问题
I know how the _id column contains a representation of timestamp when the document has been inserted into the collection. here is an online utility to convert it to timestamp: http://steveridout.github.io/mongo-object-time/
What I'm wondering is if the object id string itself is guaranteed maintain the ascending order or not? i.e. does this comparison always return true?
"newest object id" > "second newest object id"
回答1:
No, there is no guarantee whatsoever. From the official documentation:
The relationship between the order of ObjectId values and generation time is not strict within a single second. If multiple systems, or multiple processes or threads on a single system generate values, within a single second; ObjectId values do not represent a strict insertion order. Clock skew between clients can also result in non-strict ordering even for values, because client drivers generate ObjectId values, not the mongod process.
回答2:
_id: ObjectId(4 bytes timestamp, 3 bytes machine id, 2 bytes process id, 3 bytes incrementer)
This is the id structure. So only last 3 bytes will increment uniquely. So the answer of your question is yes.
回答3:
For mongo version >= 3.4
, the Objectid generation is changed a little.
Its structs are:
- a 4-byte value representing the seconds since the Unix epoch,
- a 5-byte random value, and
- a 3-byte counter, starting with a random value.
So the first 4 bytes are still the seconds since the Unix epoch, it is still almost ascending but not strictly.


## Problem requirements
Return all the entries exactly. No pictures.

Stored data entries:
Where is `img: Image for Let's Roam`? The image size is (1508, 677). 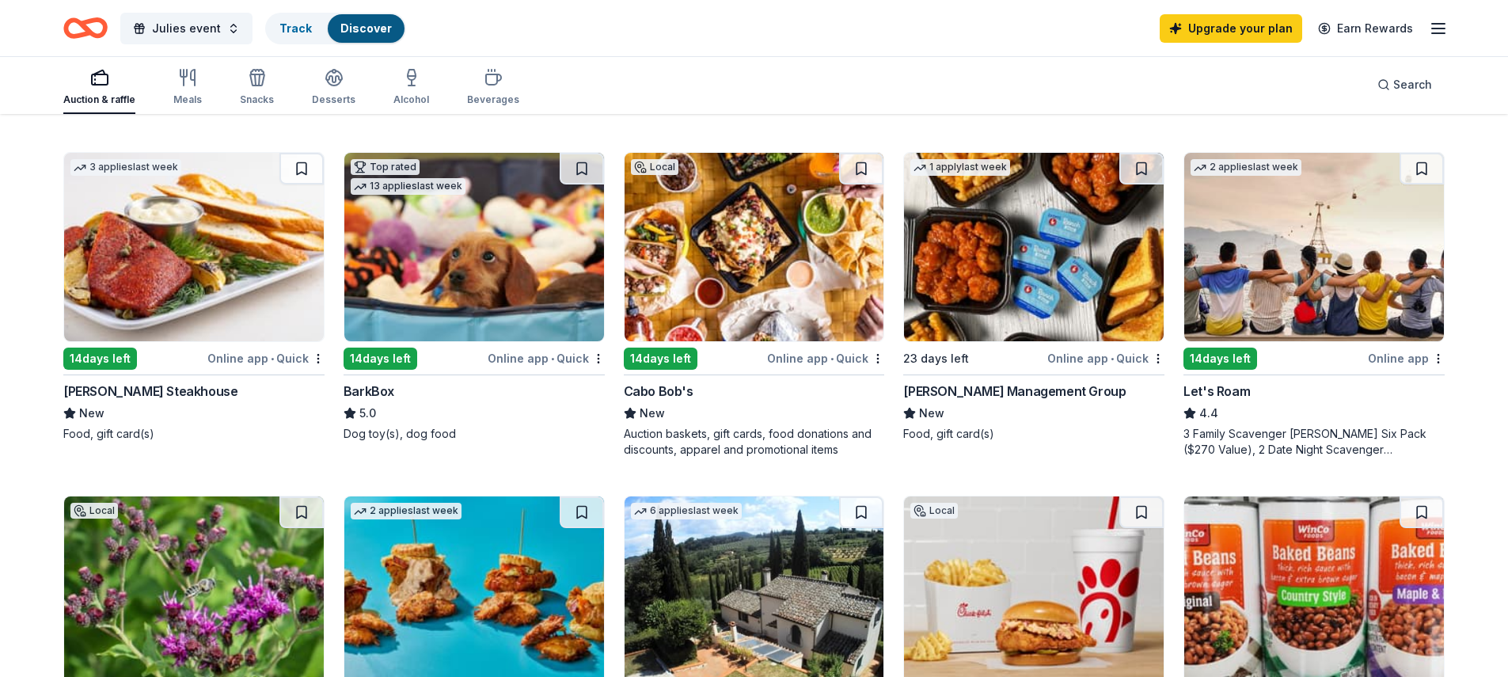
img: Image for Let's Roam is located at coordinates (1314, 247).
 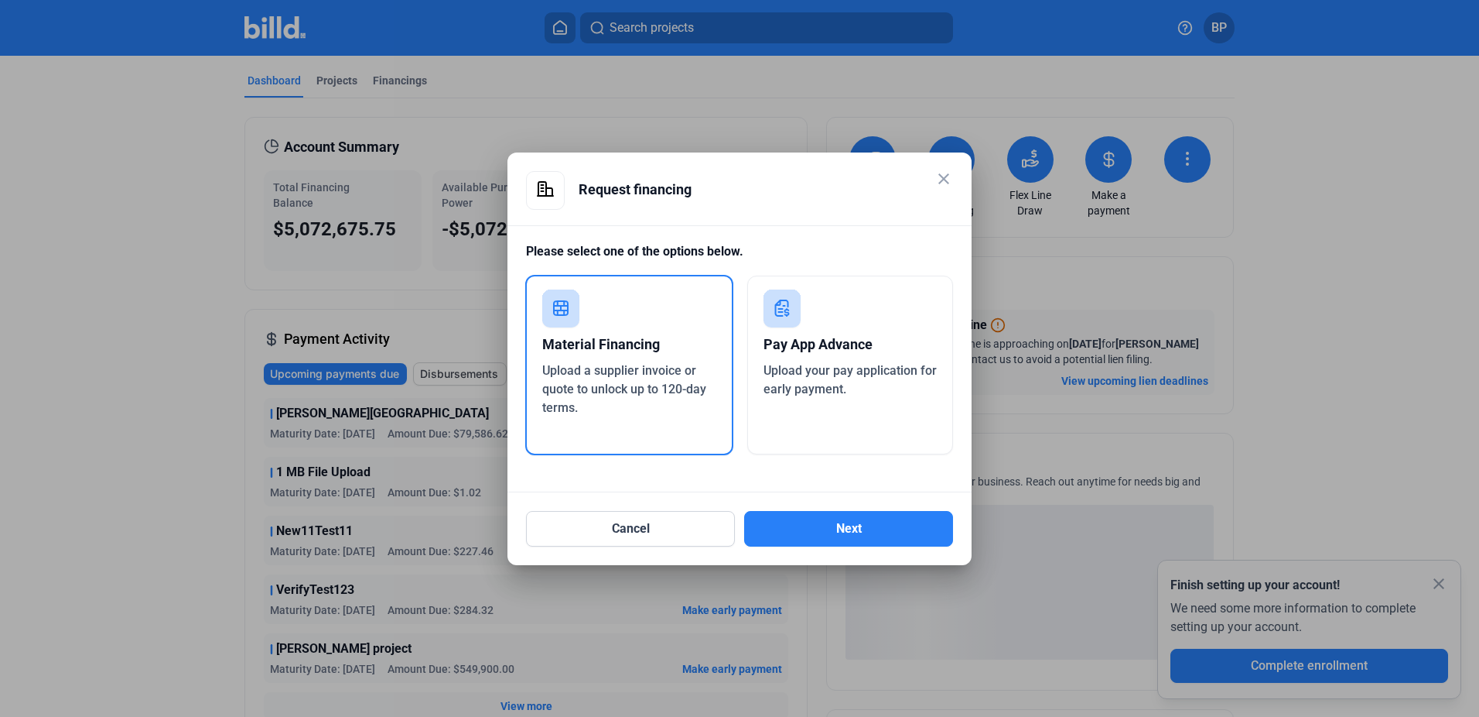 I want to click on span: Upload your pay application for early payment., so click(x=850, y=379).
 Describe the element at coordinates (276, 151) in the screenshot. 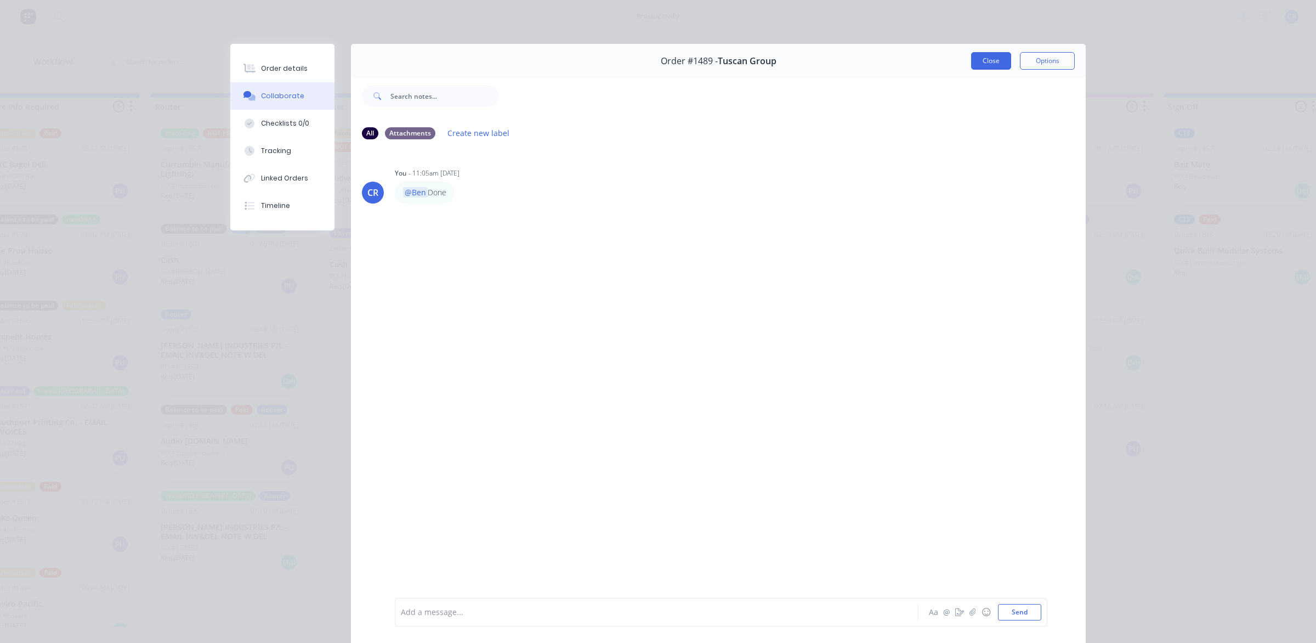

I see `div: Tracking` at that location.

## Written reply
Where is `img: Image for Let's Roam`? The image size is (1508, 677). 
img: Image for Let's Roam is located at coordinates (1314, 247).
  I want to click on span: Upload your pay application for early payment., so click(x=850, y=379).
 Describe the element at coordinates (276, 151) in the screenshot. 

I see `div: Tracking` at that location.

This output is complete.